4. Research and clinical validation of smartphone deployed motor biomarkers for treatment optimization, clinical decision support, and rehabilitation. As part of my role in Montfort, I helped with the development, clinical testing, dissemination, and grant writing for many studies to show various implications of EncephaLog, including the following clinical case-uses: (1) Improving diagnosis and treatment in normal pressure hydrocephalus (NPH). NPH is often underdiagnosed due to the similarity between its symptoms and those of other diseases. Using EncephaLog-TUG biomarkers and AI analyses, we improve the accuracy of NPH diagnose. The platform also enables efficacy assessment of brain shunts(Figure 4A). (2) Huntington’s disease (HD) patients cope with unique gait disturbances and frequent falls. We noticed a significant difference in the anterior-posterior sway profile (repetitive forwards-backwards movements during walking) between fallers and non-fallers (Figure 4B). Moreover, among fallers, rotation time significantly correlated with the number of falls. Thus these two biomarkers are suggested as predictors for increased falls risks in HD. (3) We tested whether EncephaLog can provide an alternative score to the two most common clinical Parkinson’s scales (mUPDRS and H&Y scales). 10 EncephaLog-TUG gait biomarkers from a random sample of PD patients were fed into an artificial neural network (ANN) predictive model, to learn from the human rater scores. The ANN then significantly and strongly predicted the mUPDRS and H&Y scores for all participants (Figure 4C).
Taken together, my R&D activities support new technological applications, The Functional Brain Trainer by Intendu, and the EncephaLog smartphone-based platform by Montfort Brain Monitor. These digital health solutions provide easy and quick access to quantitative and actionable neurological insights throughout the full life cycle of many neurological diseases characterized by a wide range of symptoms.

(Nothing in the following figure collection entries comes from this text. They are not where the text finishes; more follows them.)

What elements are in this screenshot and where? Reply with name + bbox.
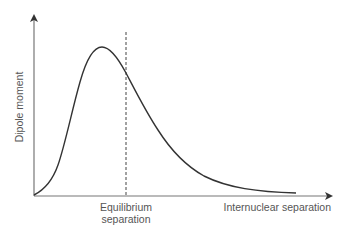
equilibrium-label-line1: Equilibrium: [100, 201, 152, 213]
equilibrium-label-line2: separation: [101, 213, 150, 225]
y-axis-label: Dipole moment: [13, 72, 25, 143]
dipole-moment-curve: [34, 47, 296, 195]
dipole-moment-diagram: Dipole moment Internuclear separation Eq…: [0, 0, 347, 237]
x-axis-label: Internuclear separation: [224, 201, 332, 213]
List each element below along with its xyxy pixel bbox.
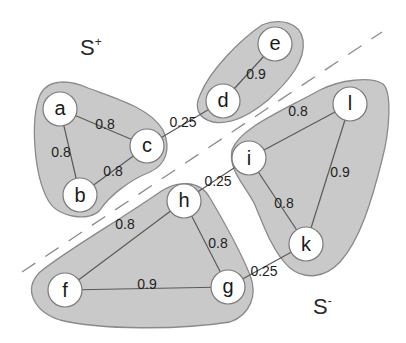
weight-i-l: 0.8 bbox=[288, 103, 308, 119]
node-f-label: f bbox=[62, 279, 68, 301]
set-label-negative: S- bbox=[313, 294, 332, 319]
node-f: f bbox=[48, 273, 82, 307]
node-c: c bbox=[130, 129, 164, 163]
graph-cut-diagram: 0.8 0.8 0.8 0.25 0.9 0.8 0.9 0.8 0.25 0.… bbox=[0, 0, 406, 343]
node-e: e bbox=[258, 27, 292, 61]
weight-h-i: 0.25 bbox=[204, 173, 231, 189]
weight-h-f: 0.8 bbox=[115, 216, 135, 232]
node-b-label: b bbox=[74, 184, 85, 206]
set-negative-sup: - bbox=[328, 294, 332, 308]
weight-b-c: 0.8 bbox=[103, 163, 123, 179]
set-positive-sup: + bbox=[95, 35, 102, 49]
node-h-label: h bbox=[178, 189, 189, 211]
weight-d-e: 0.9 bbox=[246, 66, 266, 82]
set-label-positive: S+ bbox=[80, 35, 102, 60]
node-g: g bbox=[211, 270, 245, 304]
node-k: k bbox=[289, 227, 323, 261]
node-b: b bbox=[63, 178, 97, 212]
node-c-label: c bbox=[142, 134, 152, 156]
weight-l-k: 0.9 bbox=[330, 164, 350, 180]
node-k-label: k bbox=[301, 233, 312, 255]
set-positive-base: S bbox=[80, 35, 95, 60]
node-d: d bbox=[206, 84, 240, 118]
node-a: a bbox=[43, 92, 77, 126]
node-e-label: e bbox=[269, 32, 280, 54]
weight-g-k: 0.25 bbox=[250, 263, 277, 279]
node-l: l bbox=[333, 87, 367, 121]
node-d-label: d bbox=[217, 89, 228, 111]
weight-a-b: 0.8 bbox=[51, 144, 71, 160]
node-i: i bbox=[232, 141, 266, 175]
weight-h-g: 0.8 bbox=[208, 235, 228, 251]
node-a-label: a bbox=[54, 97, 66, 119]
node-h: h bbox=[167, 184, 201, 218]
weight-a-c: 0.8 bbox=[95, 116, 115, 132]
node-i-label: i bbox=[247, 147, 251, 169]
set-negative-base: S bbox=[313, 294, 328, 319]
weight-i-k: 0.8 bbox=[274, 195, 294, 211]
weight-c-d: 0.25 bbox=[169, 114, 196, 130]
weight-f-g: 0.9 bbox=[137, 276, 157, 292]
node-l-label: l bbox=[348, 92, 352, 114]
node-g-label: g bbox=[222, 275, 233, 297]
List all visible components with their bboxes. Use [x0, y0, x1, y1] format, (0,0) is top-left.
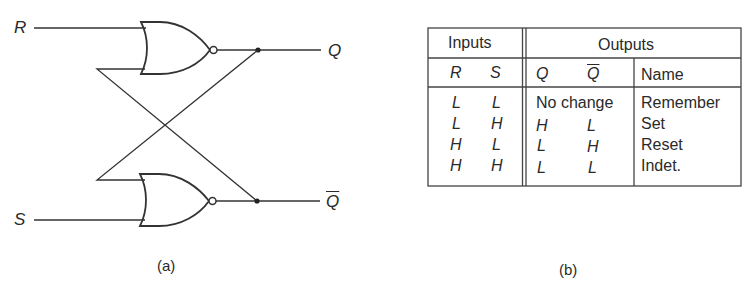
table-header-inputs: Inputs [448, 35, 492, 51]
table-row-1-q: No change [536, 95, 613, 111]
table-col-r: R [450, 65, 462, 81]
table-row-3-s: L [492, 137, 501, 153]
table-row-4-r: H [450, 158, 462, 174]
table-row-1-name: Remember [641, 95, 720, 111]
top-nor-gate [141, 22, 210, 74]
nor-latch-circuit [34, 22, 321, 226]
r-input-label: R [14, 19, 26, 36]
table-row-2-s: H [491, 116, 503, 132]
s-input-label: S [14, 211, 25, 228]
table-row-4-qbar: L [588, 160, 597, 176]
table-row-4-s: H [491, 158, 503, 174]
figure-a-caption: (a) [157, 258, 175, 273]
table-row-3-qbar: H [587, 139, 599, 155]
qbar-junction-dot [254, 198, 259, 203]
table-row-2-q: H [536, 118, 548, 134]
table-row-2-qbar: L [587, 118, 596, 134]
table-row-4-name: Indet. [641, 158, 681, 174]
table-row-1-s: L [492, 95, 501, 111]
table-row-3-r: H [450, 137, 462, 153]
table-row-2-r: L [452, 116, 461, 132]
table-col-qbar: Q [587, 66, 599, 82]
figure-b-caption: (b) [559, 262, 577, 277]
table-col-name: Name [641, 67, 684, 83]
table-row-2-name: Set [641, 116, 665, 132]
top-nor-bubble [210, 47, 217, 54]
table-col-q: Q [536, 66, 548, 82]
q-output-label: Q [328, 42, 341, 59]
table-row-3-name: Reset [641, 137, 683, 153]
table-col-s: S [490, 65, 501, 81]
table-row-1-r: L [452, 95, 461, 111]
table-row-4-q: L [537, 160, 546, 176]
table-header-outputs: Outputs [598, 37, 654, 53]
table-row-3-q: L [537, 138, 546, 154]
top-feedback-wire [97, 69, 257, 201]
bottom-nor-bubble [209, 198, 216, 205]
qbar-output-label: Q [326, 193, 339, 210]
bottom-nor-gate [140, 174, 209, 226]
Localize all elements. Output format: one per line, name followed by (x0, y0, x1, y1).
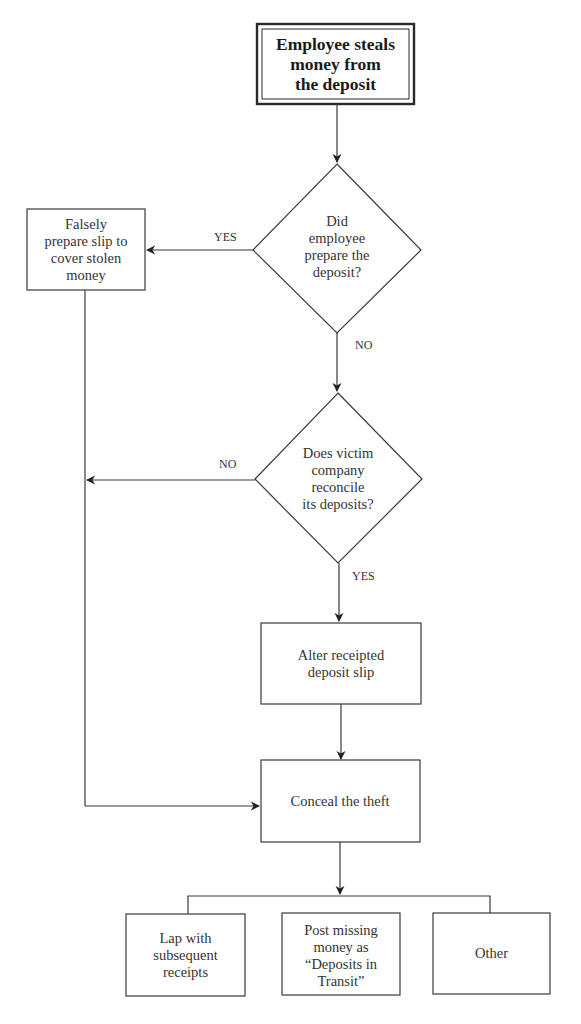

Downstream demand drives the development of the neurology software industry. Over the next five years, the neurology software market will register a 8.5% CAGR (Compound annual growth rate) in terms of revenue and will be worth $780 million globally by 2024, from $520 million in 2019. Telehealth is becoming an integrated part of how health is delivered worldwide. The global telehealth market size was valued at €44.8 billion in 2018 and is projected to reach €240 billion by 2026, at a high CAGR of 23.4% in the same period. In Europe, it is estimated to grow from €9 billion in 2018 to €20 billion in 2026, at a CAGR of 14.1% in the same period.

Montfort targets a subsegment of the global telehealth market, the global remote patient monitoring (RPM) market. This market was valued at €770 million in 2018 and projected to reach 1.62 billion in 2026, at a CAGR of 13.5% in the same period. Europe holds a market share of 30%. Growing geriatric population and their rising demand for better lifestyle and cost-effective treatment is anticipated to drive the RPM market growth.

As the EncephaLog platform is already available for clinicians, we can finally bring neurology to the 21st century, beginning today.